ARPAnet 1969
Inherent Vice is a worthwhile read: I recommend it.__________________________________
Following is the final installment of my reflections on Thomas Pynchon's novel, Inherent Vice. The denoument is summed up in one sentence:
“It’s all data. One and zeros. All recoverable. Eternally present.”
So sez Sparky, a kind of keyboarding lab rat, deputy to Fritz, the ur-Nerd, surrounded by monitors, all patched into the ARPAnet, first ancestor of today’s internet. Working on a case, Doc is wont to go to these primitive hackers for information. And so, the birth of the Cyber-Information Age, the realization of a kind of “eternal life,” perhaps infernal--also in 1969, btw—is the final thematic thread running through Inherent Vice and adding its portion to our grasp of the gist of the novel’s title. It brings us right up to the point where we sit together now at our collective keyboards, bathed in the glow of our mutual monitors.

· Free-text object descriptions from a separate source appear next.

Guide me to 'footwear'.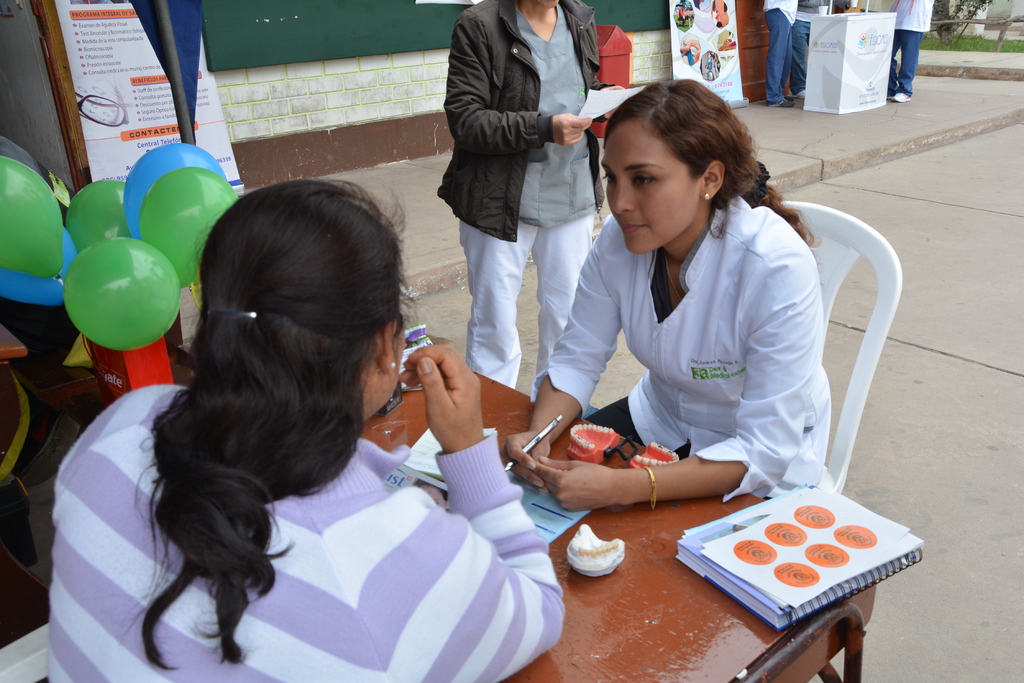
Guidance: (787, 89, 812, 99).
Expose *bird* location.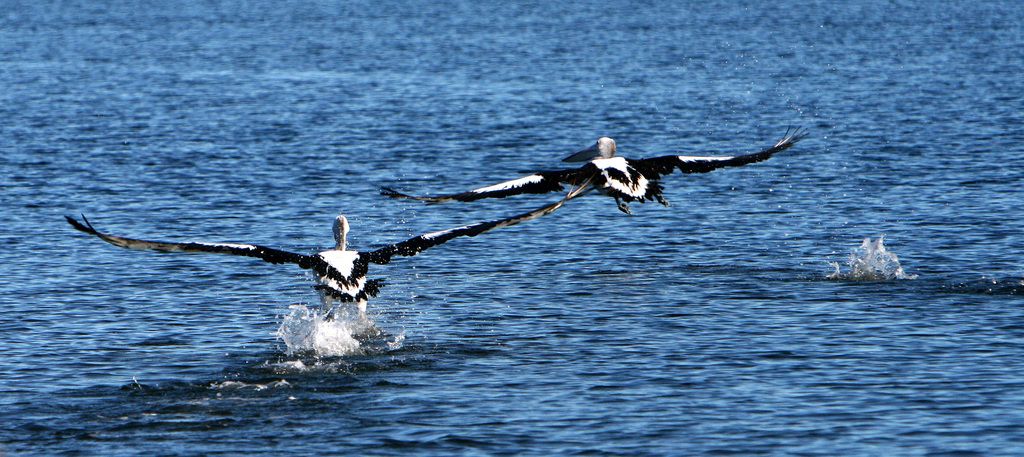
Exposed at (61,192,586,322).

So sez Sparky, a kind of keyboarding lab rat, deputy to Fritz, the ur-Nerd, surrounded by monitors, all patched into the ARPAnet, first ancestor of today’s internet. Working on a case, Doc is wont to go to these primitive hackers for information. And so, the birth of the Cyber-Information Age, the realization of a kind of “eternal life,” perhaps infernal--also in 1969, btw—is the final thematic thread running through Inherent Vice and adding its portion to our grasp of the gist of the novel’s title. It brings us right up to the point where we sit together now at our collective keyboards, bathed in the glow of our mutual monitors.
Inherent Vice is a worthwhile read: I recommend it.